Arguments For Calling Obesity A Disease #2: It Is Driven By Biology



feastContinuing in my miniseries on reasons why obesity should be considered a disease, I turn to the idea that obesity is largely driven by biology (in which I include psychology, which is also ultimately biology).

This is something people dealing with mental illness discovered a long time ago – depression is “molecules in your brain” – well, so is obesity!

Let me explain.

Humans throughout evolutionary history, like all living creatures, were faced with a dilemma, namely to deal with wide variations in food availability over time (feast vs. famine).

Biologically, this means that they were driven in times of plenty to take up and store as many calories as they could in preparation for bad times – this is how our ancestors survived to this day.

While finding and eating food during times of plenty does not require much work or motivation, finding food during times of famine requires us to go to almost any length and risks to find food. This risk-taking behaviour is biologically ensured by tightly linking food intake to the hedonic reward system, which provides the strong intrinsic motivator to put in the work required to find foods and consume them beyond our immediate needs.

Indeed, it is this link between food and pleasure that explains why we would go to such lengths to further enhance the reward from food by converting raw ingredients into often complex dishes involving hours of toiling in the kitchen. Human culinary creativity knows no limits – all in the service of enhancing pleasure.

Thus, our bodies are perfectly geared towards these activities. When we don’t eat, a complex and powerful neurohormonal response takes over (aka hunger), till the urge becomes overwhelming and forces us to still our appetites by seeking, preparing and consuming foods – the hungrier we get, the more we seek and prepare foods to deliver even greater hedonic reward (fat, sugar, salt, spices).

The tight biological link between eating and the reward system also explains why we so often eat in response to emotions – anxiety, depression, boredom, happiness, fear, loneliness, stress, can all make us eat.

But eating is also engrained into our social behaviour (again largely driven by biology) – as we bond to our mothers through food, we bond to others through eating. Thus, eating has been part of virtually every celebration and social gathering for as long as anyone can remember. Food is celebration, bonding, culture, and identity – all features, the capacity for which, is deeply engrained into our biology.

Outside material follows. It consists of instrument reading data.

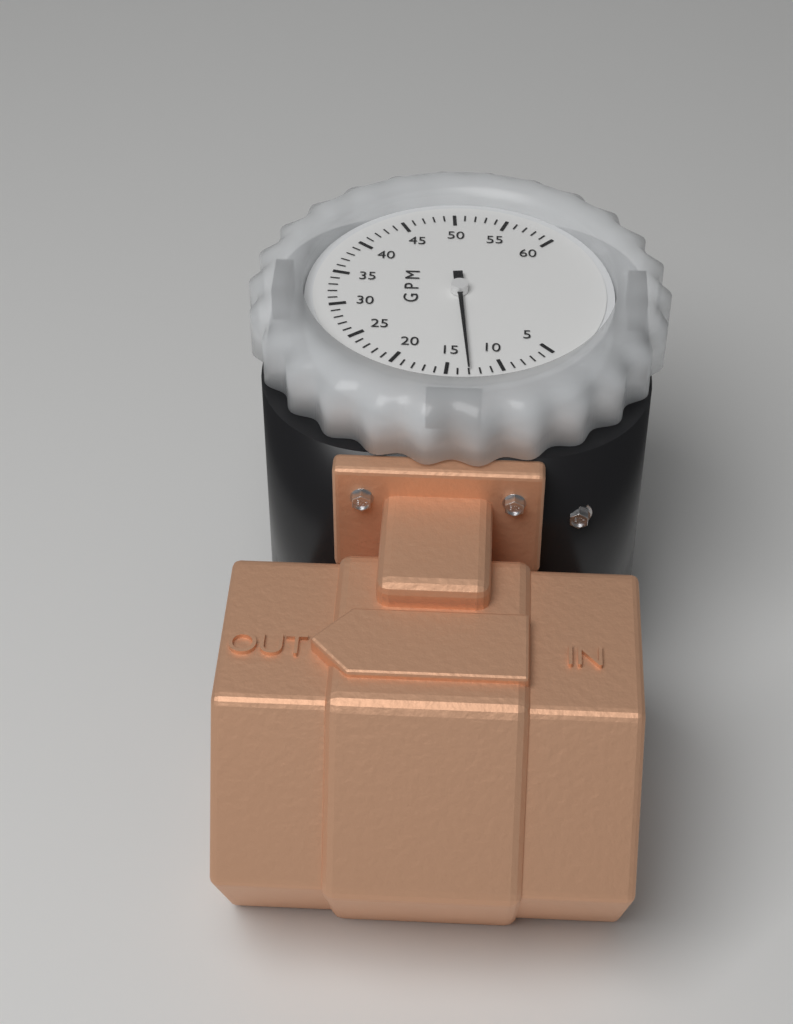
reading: 13 GPM
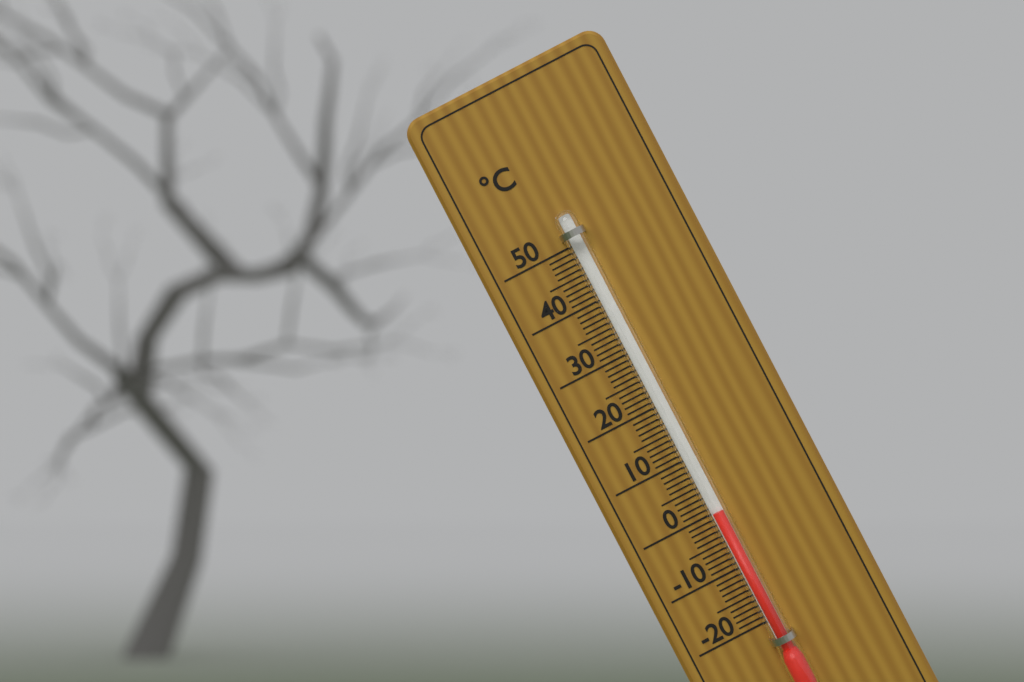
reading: 0 °C
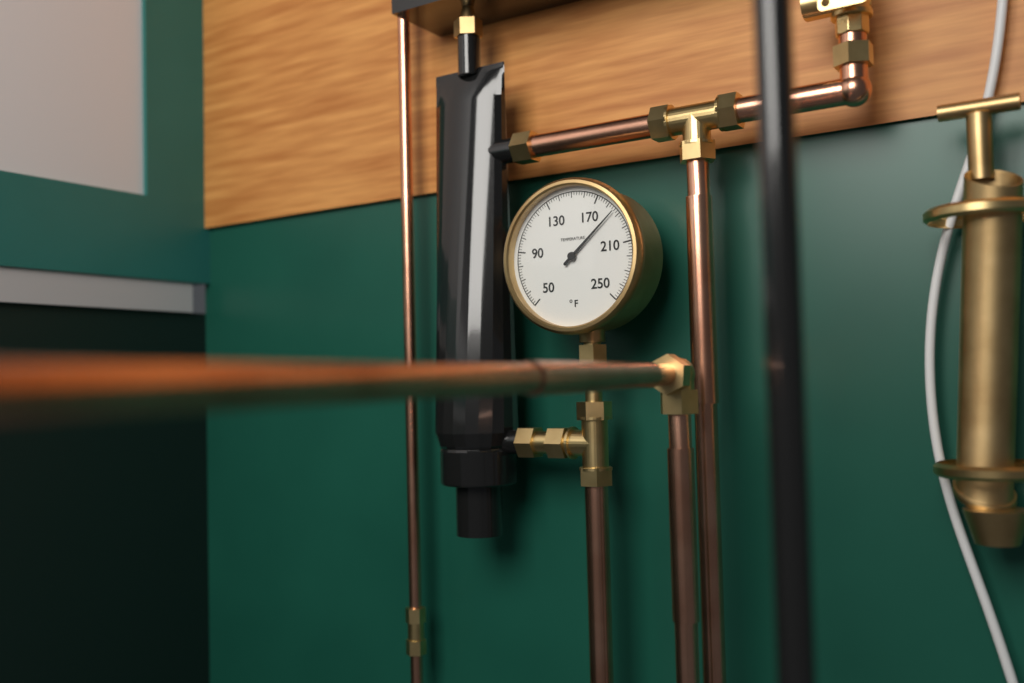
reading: 186 °F
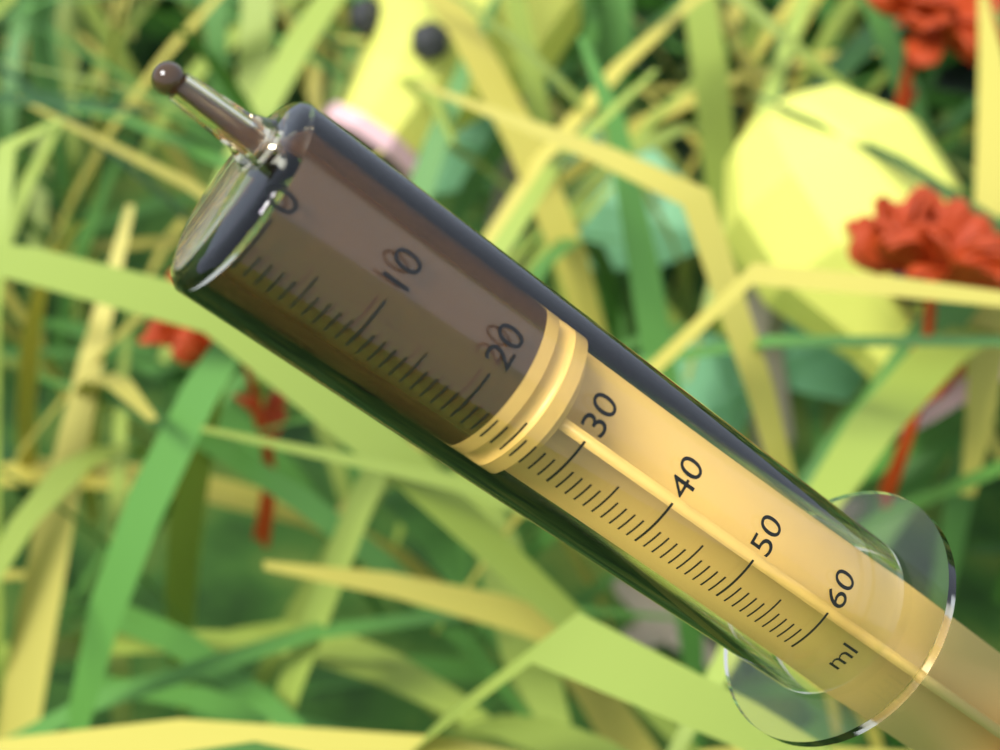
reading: 23 ml
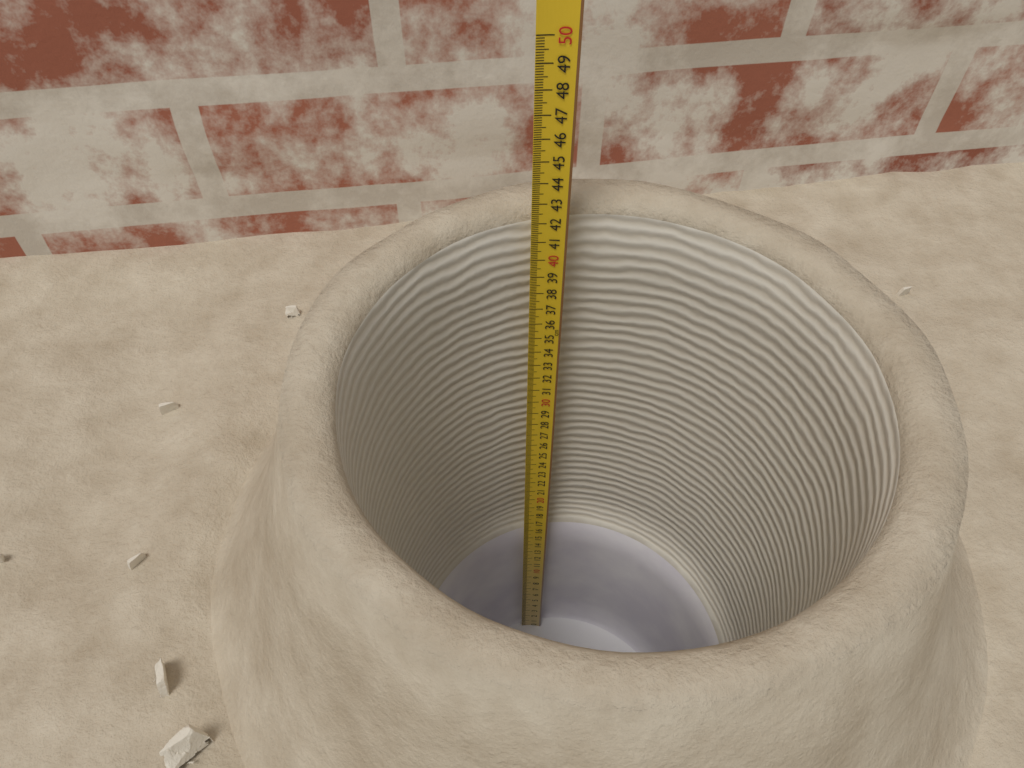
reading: 42.2 cm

In fact, our own biology perfectly explains why we have gone to such lengths to create the very environment that we currently live in. Our biology (paired with our species’ limitless creativity and ingenuity) has driven us to conquer famine (at least in most parts of the world) by creating an environment awash in highly palatable foods, nutrient content (and health) be damned!

Thus, even without delving any deeper into the complex genetics, epigenetics, or neuroendocrine biology of eating behaviours, it is not hard to understand why much of today’s obesity epidemic is simply the result of our natural behaviours (biology) acting in an unnatural environment.

So if most of obesity is the result of “normal” biology, how does obesity become a disease?

Because, even “normal” biology becomes a disease, when it affects health.

There are many instances of this.

For example, in the same manner that the biological system responsible for our eating behaviour and energy balance responds to an “abnormal” food environment  by promoting excessive weight gain to the point that it can negatively affect our health, other biological systems respond to abnormal environmental cues to affect their respective organ systems to produce illnesses.

Our immune systems designed to differentiate between “good” and “bad”, when underexposed to “good” at critical times in our development (thanks to our modern environments), treat it as “bad”, thereby creating debilitating and even fatal allergic responses to otherwise “harmless” substances like peanuts or strawberries.

Our “normal” glucose homeostasis system, when faced with insulin resistance (resulting from increasingly sedentary life circumstances), provoke hyperinsulinemia with ultimate failure of the beta-cell, resulting in diabetes.

Similarly, our “normal” biological responses to lack of sleep or constant stress, result in a wide range of mental and physical illnesses.

Our “normal” biological responses to drugs and alcohol can result in chronic drug and alcohol addiction.

Our “normal” biological response to cancerogenous substances (including sunlight) can result in cancers.

The list goes on.

Obviously, not everyone responds to the same environment in the same manner – thanks to biological variability (another important reason why our ancestors have made it through the ages).

But, you may argue, if obesity is largely the result of “normal” biology responding to an “abnormal” environment, then isn’t it really the environment that is causing the disease?

That may well be the case, but it doesn’t matter for the definition of disease. Many diseases are the result for the environment interacting with biology and yes, changing the environment could indeed be the best treatment (or even cure) for that disease.

Thus, even if pollution causes asthma and the ultimate “cure” for asthma is to rid the air of pollutants, asthma, while it exists, is still a disease for the person who has it.

All that counts is whether or not the biological condition at hand is affecting your health or not.

The only reason I bring up biology at all, is to counter the argument that obesity is simply stupid people making poor “choices” – one you consider the biology, nothing about obesity is “simple”.